Task directions » Please transcribe the entries that follow exactly as they stand, skipping each picture.

Data records »
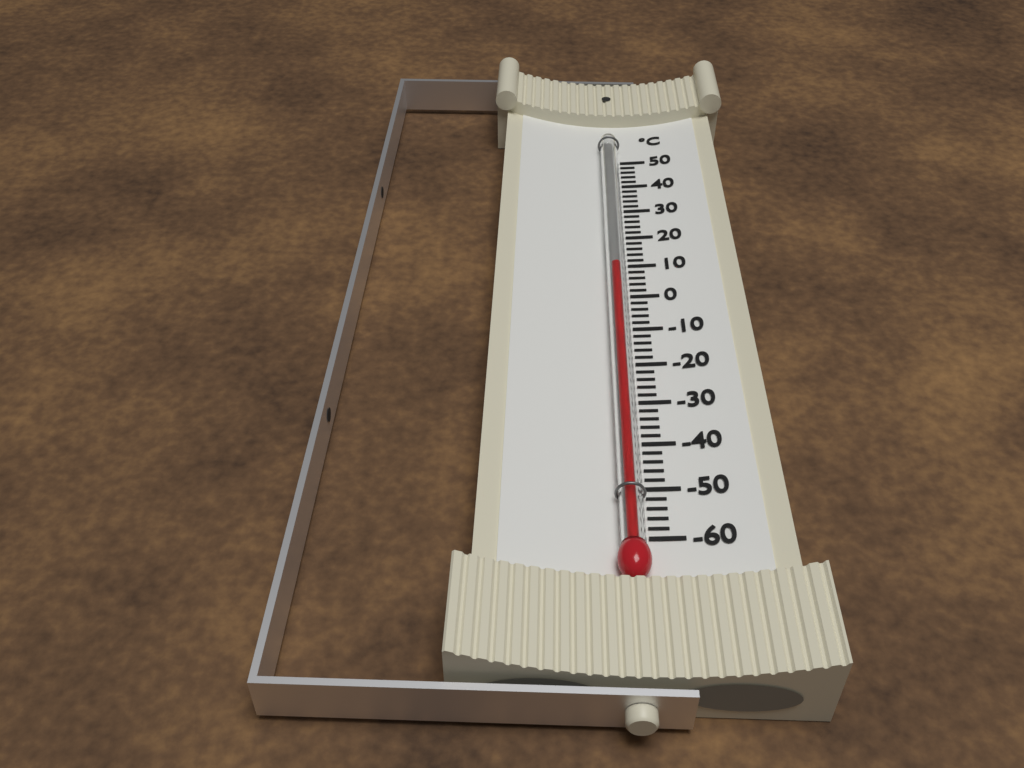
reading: 8 °C
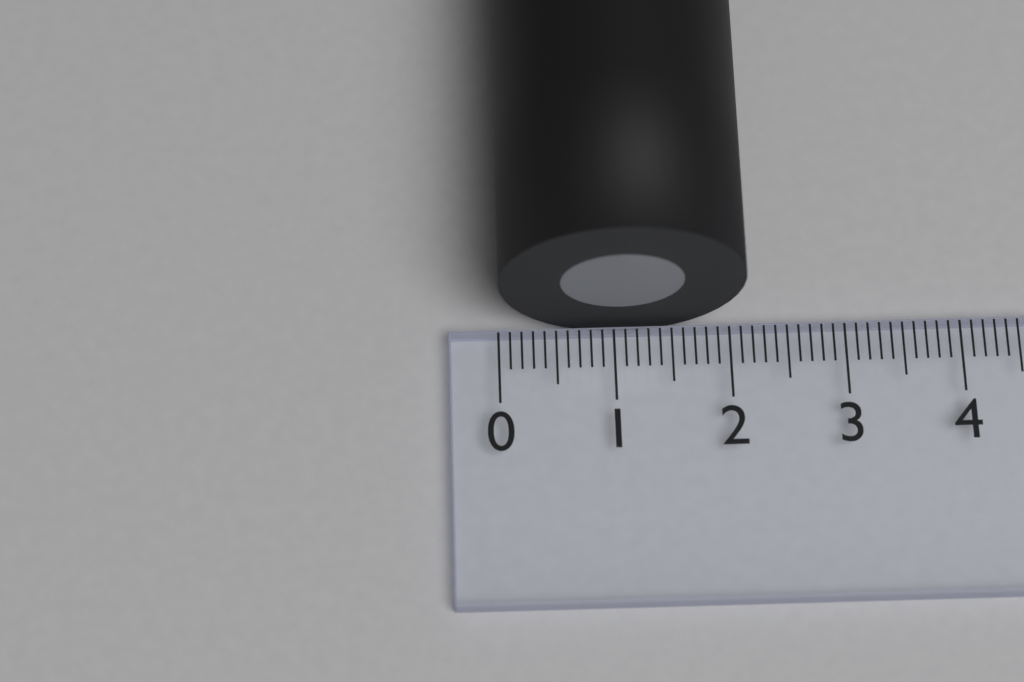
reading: 2.1 (no unit)
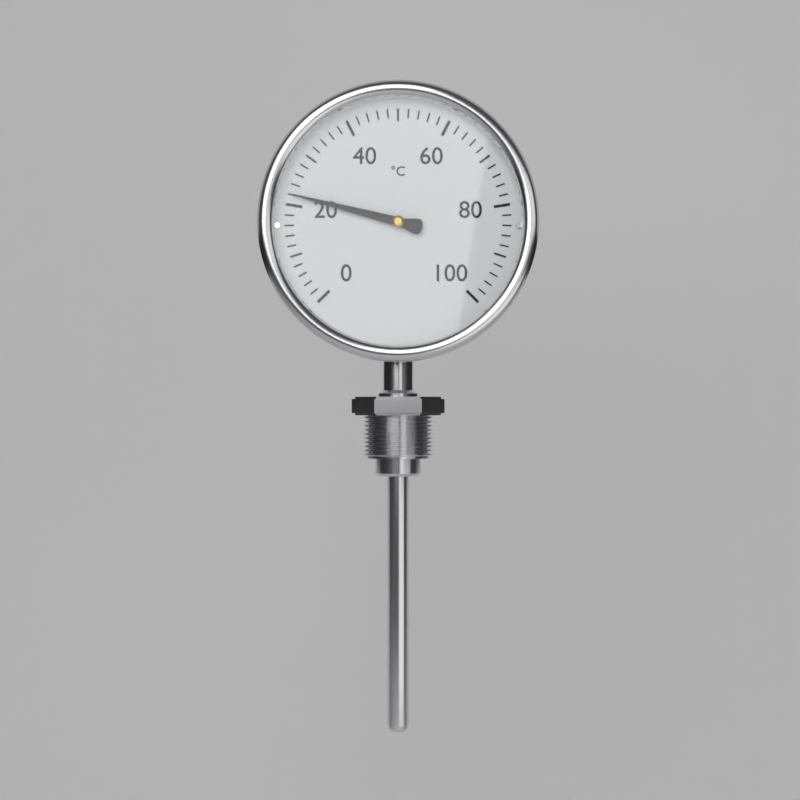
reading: 22 °C
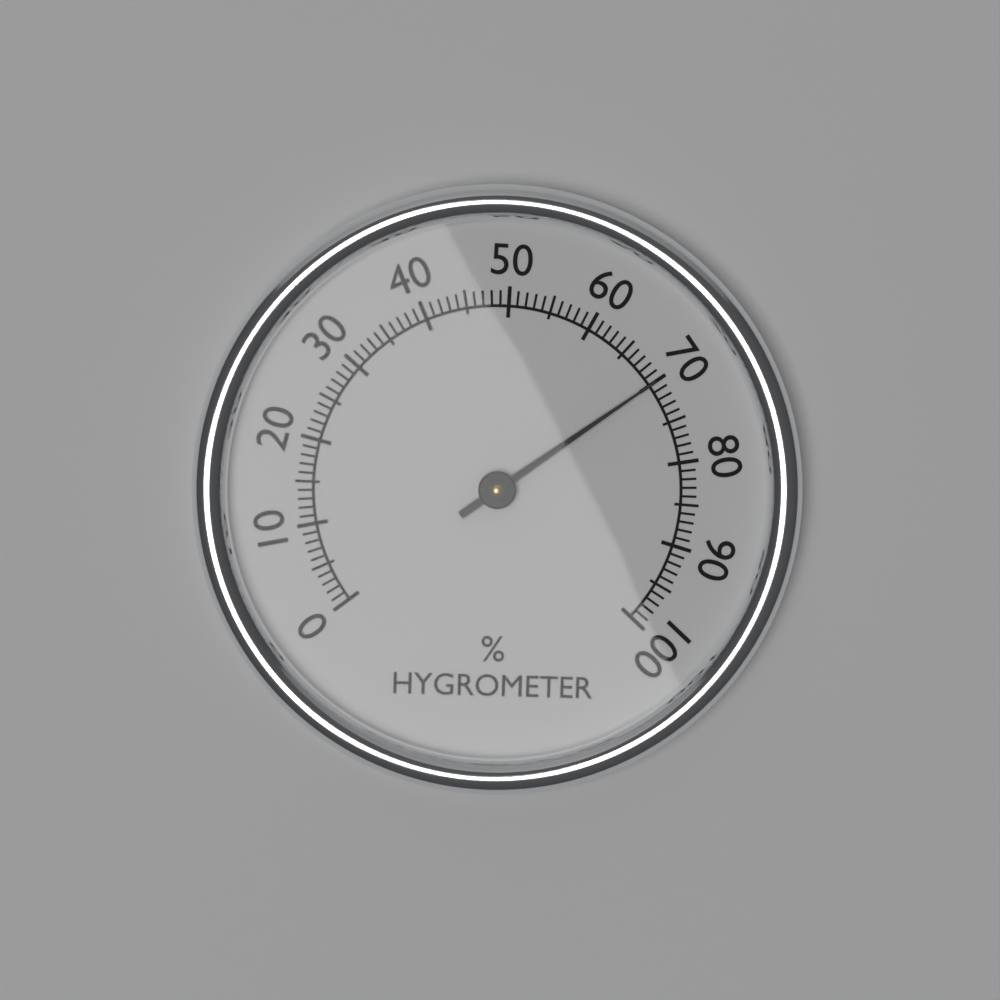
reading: 70 %
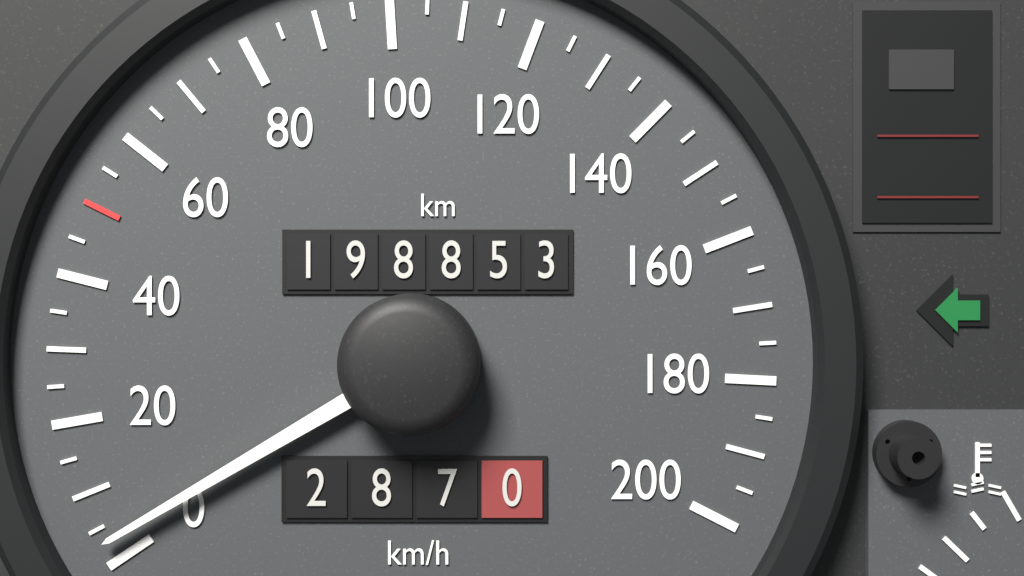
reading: 3 km/h
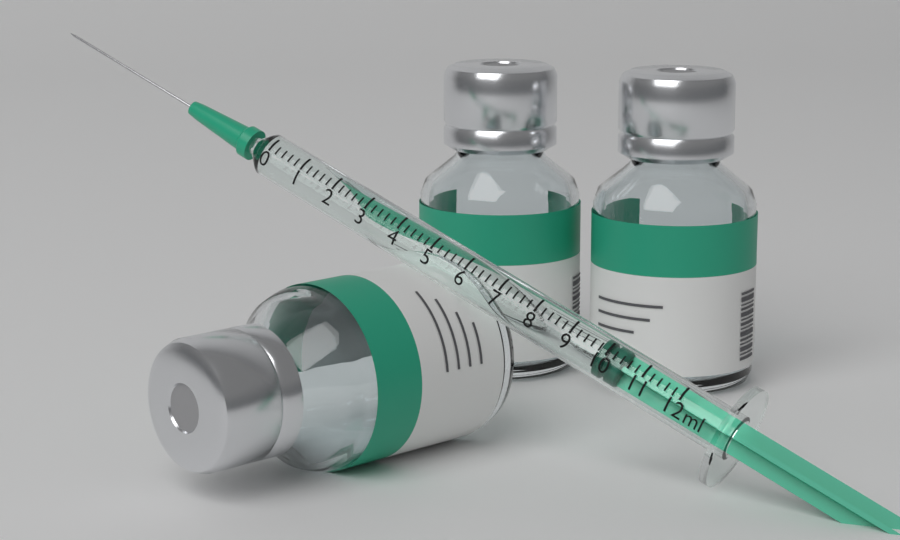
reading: 9.8 ml
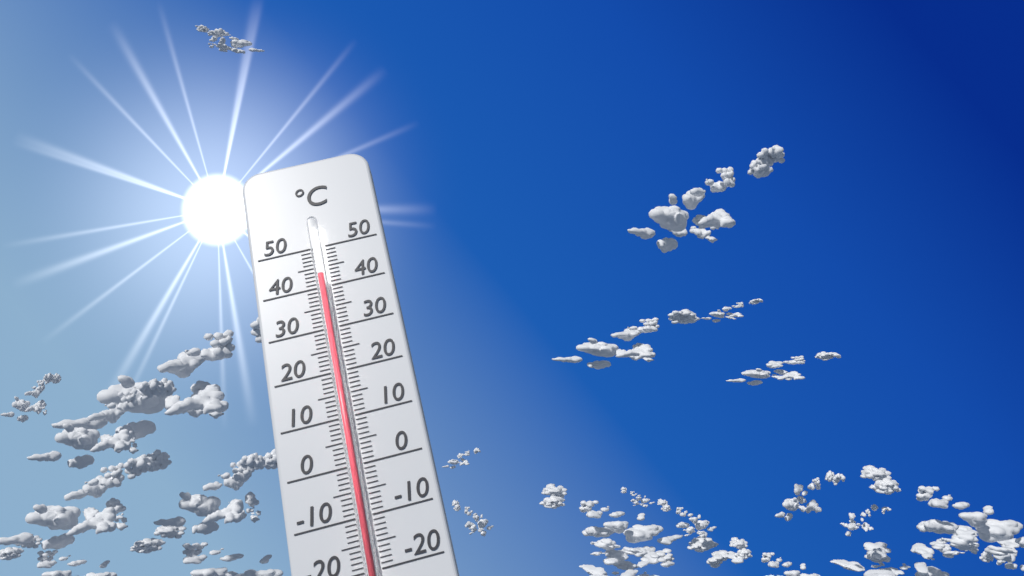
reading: 42 °C
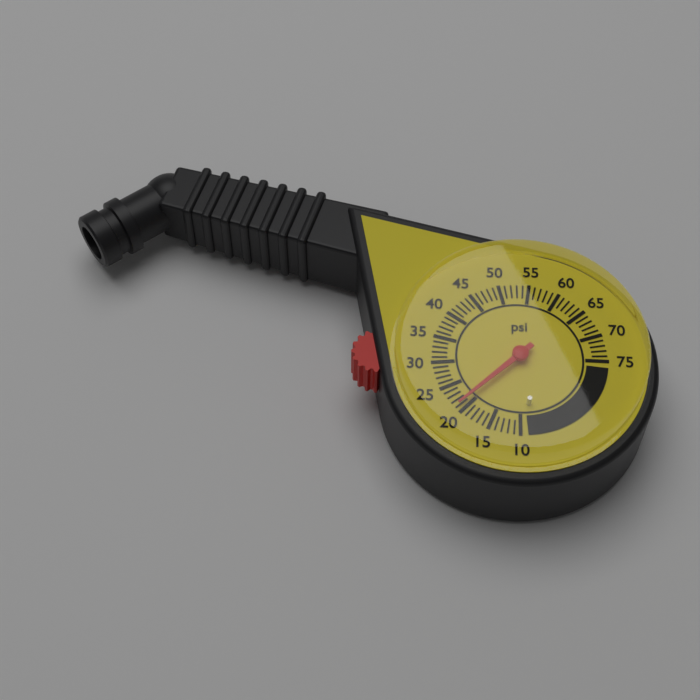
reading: 21 psi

Reply »
reading: 8 °C
reading: 2.1 (no unit)
reading: 22 °C
reading: 70 %
reading: 3 km/h
reading: 9.8 ml
reading: 42 °C
reading: 21 psi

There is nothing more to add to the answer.